In general, Microsoft has been "building models as platforms in Azure" so that developers can use such advances. The advances are also used in Microsoft products like Dynamics 365, which summarizes customer conversations for service agents, for instance. Developers can use Azure Cognitive Services to "embed these capabilities in your own applications," Nadella said.
Hybrid AI
Computers will be able to draw on the "combined compute power of CPUs, GPUs and NPUs [neural processing units], and even a new coprocessor, Azure Compute," Nadella said, without elaborating on this apparently new Azure Compute coprocessor. The ability to tap those processors will enable a "whole new class of experiences" in software vendors' applications, he added.
One example is a new "Hybrid Loop" capability. It's a "cross-platform development pattern for building AI experiences that span the cloud in the edge," Nadella explained. It uses the ONNX runtime with the Azure Machine Learning service and can "dynamically shift the load between client and cloud."
Also, for Windows development on machines with Arm-based CPUs and NPUs, Microsoft has a Project Volterra dev kit, with native Arm64 Visual Studio and .NET support. Project Volterra will be "available later this year."
Low Code and No Code
Microsoft also has low-code and no-code tools in its Power BI suite. A new Express Design in Power Apps tool, based on Azure Cognitive Services, lets such developers design Power Apps application interfaces via hand-drawn sketches or uploaded PDF files. A preview of Express Design is now available to all Power Apps users at no extra cost, according to this announcement.
Microsoft also announced a preview of Power Pages, which is billed as letting users launch "business-centric web sites" even when they have "no HTML or Web skills." This feature was previously known as Power Apps Portals. Power Pages is now added as "the fifth member of the Power Platform family," according to an announcement.
Collaborative Apps
Nadella touted developer use of the Microsoft Graph for building "third-party apps." It underlies Microsoft 365 applications and enhances collaborations. Developers can also use Loop components to "create interactive experiences."

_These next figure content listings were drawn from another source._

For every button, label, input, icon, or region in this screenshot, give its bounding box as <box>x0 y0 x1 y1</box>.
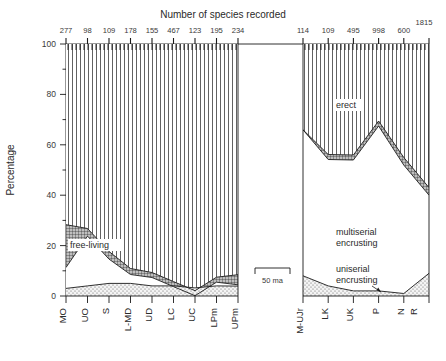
species-count-9: 114 <box>297 26 309 35</box>
y-tick-100: 100 <box>42 39 56 49</box>
chart-svg: Number of species recorded Percentage 0 … <box>0 0 446 361</box>
y-tick-20: 20 <box>47 241 57 251</box>
label-free-living: free-living <box>70 240 109 250</box>
species-count-4: 155 <box>146 26 159 35</box>
x-label-M-UJr: M-UJr <box>294 308 305 334</box>
label-erect: erect <box>336 100 357 110</box>
y-tick-0: 0 <box>51 291 56 301</box>
species-count-14: 1815 <box>416 18 433 27</box>
x-label-MO: MO <box>57 308 68 323</box>
species-count-13: 600 <box>397 26 410 35</box>
x-label-UK: UK <box>344 307 355 321</box>
label-multiserial-line2: encrusting <box>336 238 378 248</box>
species-count-11: 495 <box>347 26 360 35</box>
x-label-L-MD: L-MD <box>122 308 133 331</box>
species-count-6: 123 <box>189 26 202 35</box>
label-uniserial-line2: encrusting <box>336 275 378 285</box>
x-label-R: R <box>408 308 419 315</box>
x-label-N: N <box>395 308 406 315</box>
x-label-P: P <box>370 308 381 314</box>
top-species-counts-left: 277 98 109 178 155 467 123 195 234 <box>60 26 245 35</box>
x-label-UPm: UPm <box>229 308 240 329</box>
x-label-LC: LC <box>165 308 176 320</box>
y-tick-60: 60 <box>47 140 57 150</box>
y-tick-40: 40 <box>47 190 57 200</box>
x-label-LK: LK <box>319 307 330 319</box>
species-count-0: 277 <box>60 26 73 35</box>
species-count-5: 467 <box>167 26 180 35</box>
x-label-UC: UC <box>186 308 197 322</box>
x-label-UO: UO <box>79 308 90 322</box>
species-count-10: 109 <box>322 26 335 35</box>
y-axis-title: Percentage <box>5 144 16 196</box>
label-uniserial-line1: uniserial <box>336 264 370 274</box>
chart-figure: Number of species recorded Percentage 0 … <box>0 0 446 361</box>
x-label-UD: UD <box>143 308 154 322</box>
x-label-S: S <box>100 308 111 314</box>
species-count-8: 234 <box>232 26 245 35</box>
species-count-3: 178 <box>124 26 137 35</box>
scale-bar-label: 50 ma <box>262 276 284 285</box>
species-count-1: 98 <box>83 26 91 35</box>
species-count-7: 195 <box>210 26 223 35</box>
top-axis-title: Number of species recorded <box>160 9 286 20</box>
label-multiserial-line1: multiserial <box>336 227 377 237</box>
x-label-LPm: LPm <box>208 308 219 328</box>
right-panel-areas <box>303 44 429 296</box>
left-panel-areas <box>66 44 238 296</box>
species-count-12: 998 <box>372 26 385 35</box>
species-count-2: 109 <box>103 26 116 35</box>
y-tick-80: 80 <box>47 89 57 99</box>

The Microsoft Graph can be used to build applications for Microsoft Teams, Microsoft's collaboration service. Nadella said that "monthly usage of third-party apps and custom-built solutions on Teams has grown 10x over the last two years."
At Build, Microsoft introduced a Live Share experience for apps in Teams meetings, which enable "real-time collaborative meeting capabilities." Developers will be able to implement Live Share in Teams in coming SDKs, Nadella indicated. Live Share is based on the Microsoft Fluid Framework and allows "developers to create synchronized meeting experiences, entirely client-side, with just a few lines of code," according to the "Book of News."
The Metaverse
Nadella had a lot to say about the "metaverse" during November's Microsoft Ignite keynote speech. However, he was a bit muted on the topic this time around during Tuesday's Build keynote.

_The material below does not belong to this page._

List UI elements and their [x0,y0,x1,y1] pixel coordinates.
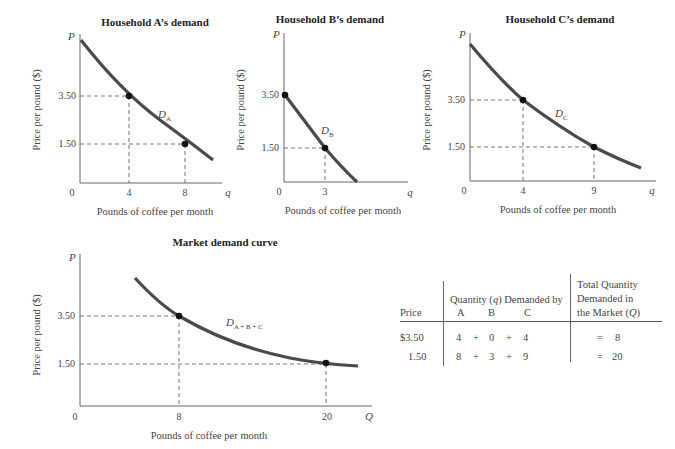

"We are building out a diverse set of platform capabilities to help you build even richer applications that transcend both business and consumer scenarios and extend across all device platforms," Nadella said during the Build keynote about Microsoft's metaverse development efforts.
In that context, Nadella pointed to the front-row view in Teams, placing people at eye level during videoconferencing sessions. The use of AI with Teams Rooms conferencing devices is making PowerPoint presentations seem more inclusive for distant viewers. He also touted the use of digital-twins avatars in meetings, which lets users "interact with all of the artifacts in the meeting."
Microsoft Mesh, introduced during the March 2021 Ignite event, is getting built as an Azure service platform that will enable organizations to "build your own immersive worlds," Nadella said. These worlds will be cross-platform accessible via "HoloLens, VR headsets, phones, tablets, or PCs," he added.
Nadella also highlighted Microsoft's "industrial metaverse" solutions with Azure IoT, Azure Digital Twins, Microsoft Mesh and the HoloLens platform.